**About this task**
Begin at the line containing "This screenshot has height=306, width=644." and copy exactly through the last line of the listing, skipping every picture.

**Provided records**

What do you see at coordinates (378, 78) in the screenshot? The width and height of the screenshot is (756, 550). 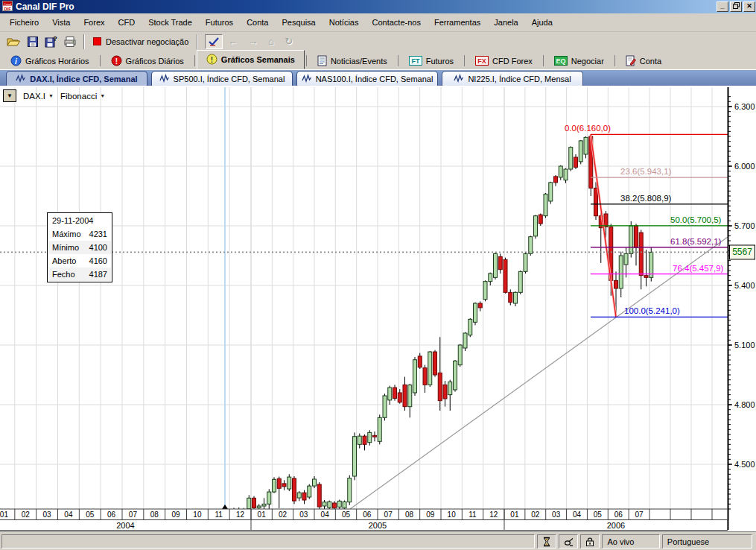 I see `chart-tab-bar: DAX.I, Índice CFD, SemanalSP500.I, Índic…` at bounding box center [378, 78].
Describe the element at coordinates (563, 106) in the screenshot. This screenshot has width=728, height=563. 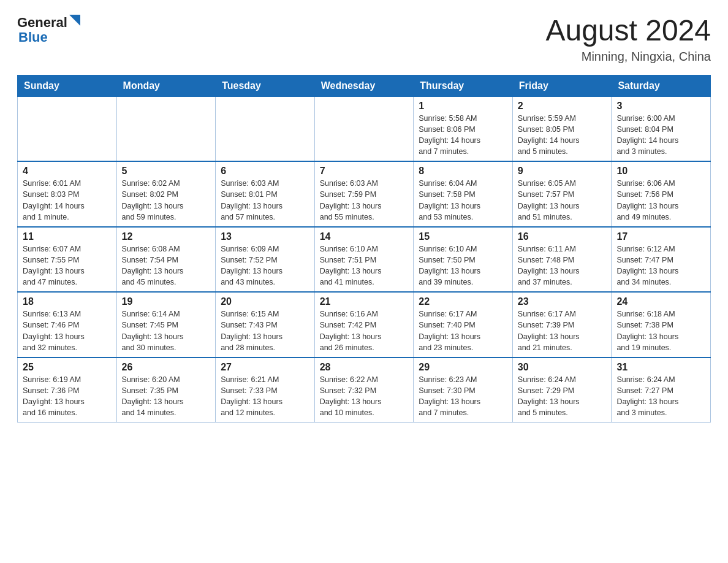
I see `day-number: 2` at that location.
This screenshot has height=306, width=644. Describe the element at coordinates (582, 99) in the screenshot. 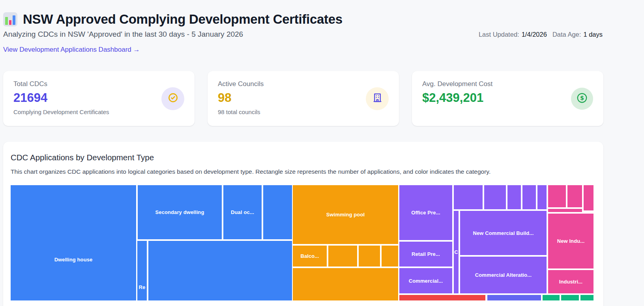

I see `dollar-circle-icon: $` at that location.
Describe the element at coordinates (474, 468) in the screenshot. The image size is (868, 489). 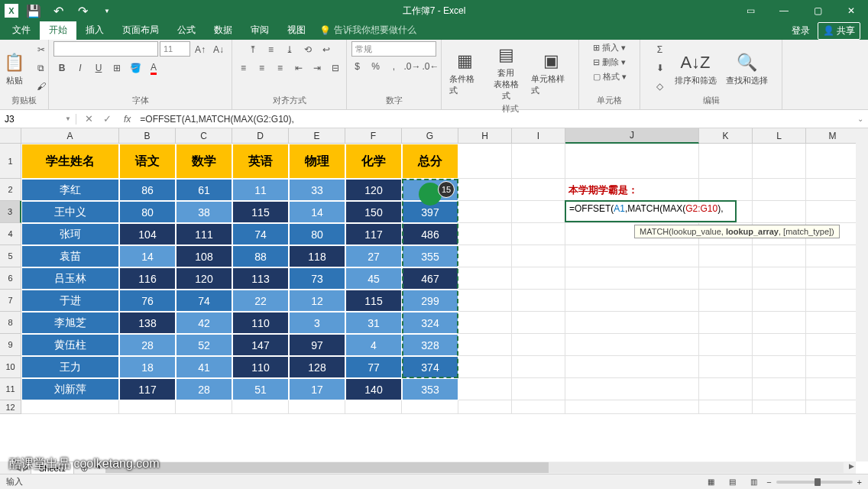
I see `horizontal-scrollbar: ◀ ▶` at that location.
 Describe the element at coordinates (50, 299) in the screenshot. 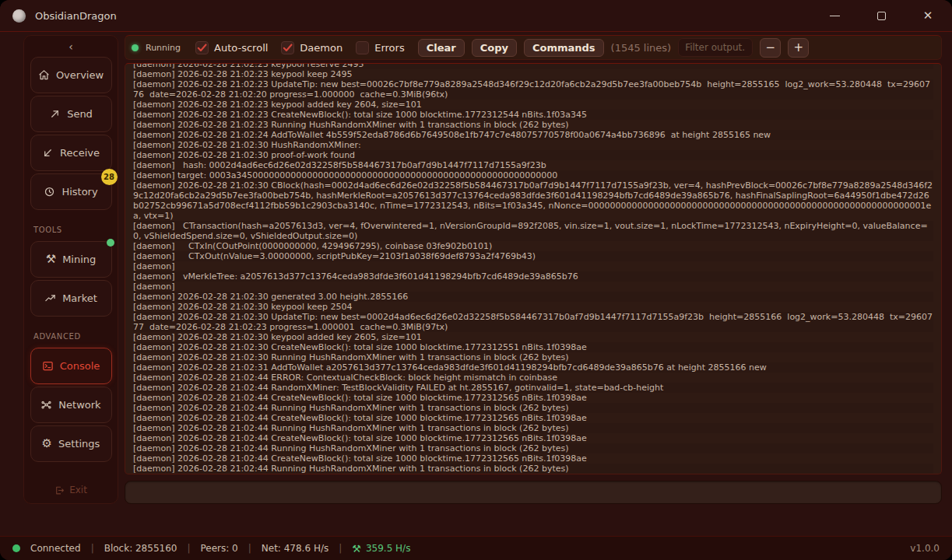

I see `trend-chart-icon` at that location.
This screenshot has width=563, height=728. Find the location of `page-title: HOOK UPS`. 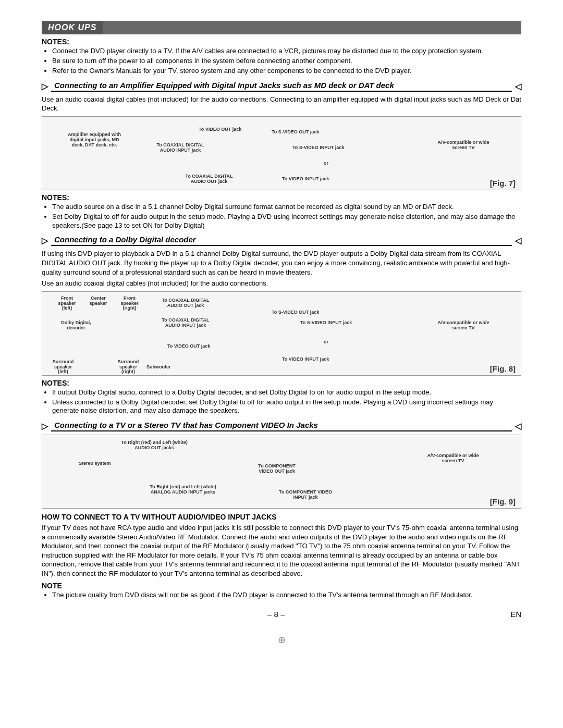

page-title: HOOK UPS is located at coordinates (72, 28).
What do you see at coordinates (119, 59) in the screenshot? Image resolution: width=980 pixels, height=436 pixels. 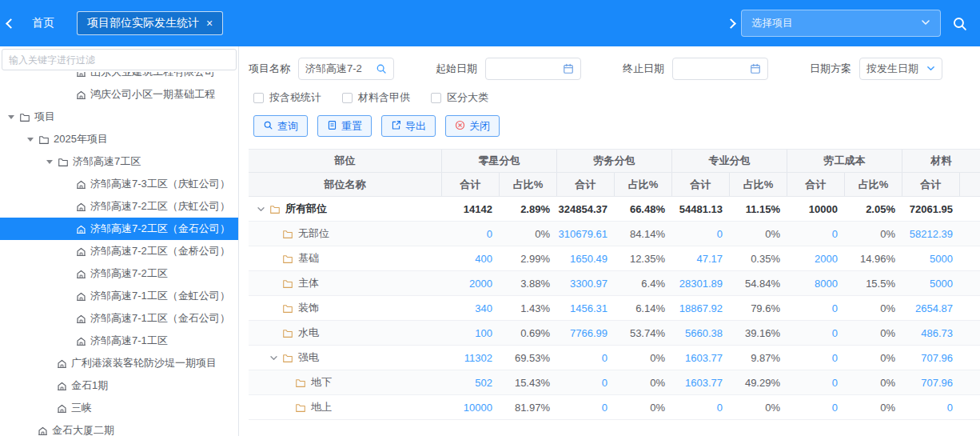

**Response to the task**
This screenshot has height=306, width=644. Describe the element at coordinates (582, 99) in the screenshot. 

I see `dollar-circle-icon: $` at that location.
Describe the element at coordinates (474, 468) in the screenshot. The image size is (868, 489). 
I see `horizontal-scrollbar: ◀ ▶` at that location.
 Describe the element at coordinates (50, 299) in the screenshot. 

I see `trend-chart-icon` at that location.
This screenshot has width=563, height=728. Find the location of `page-title: HOOK UPS`. 

page-title: HOOK UPS is located at coordinates (72, 28).
What do you see at coordinates (119, 59) in the screenshot? Image resolution: width=980 pixels, height=436 pixels. 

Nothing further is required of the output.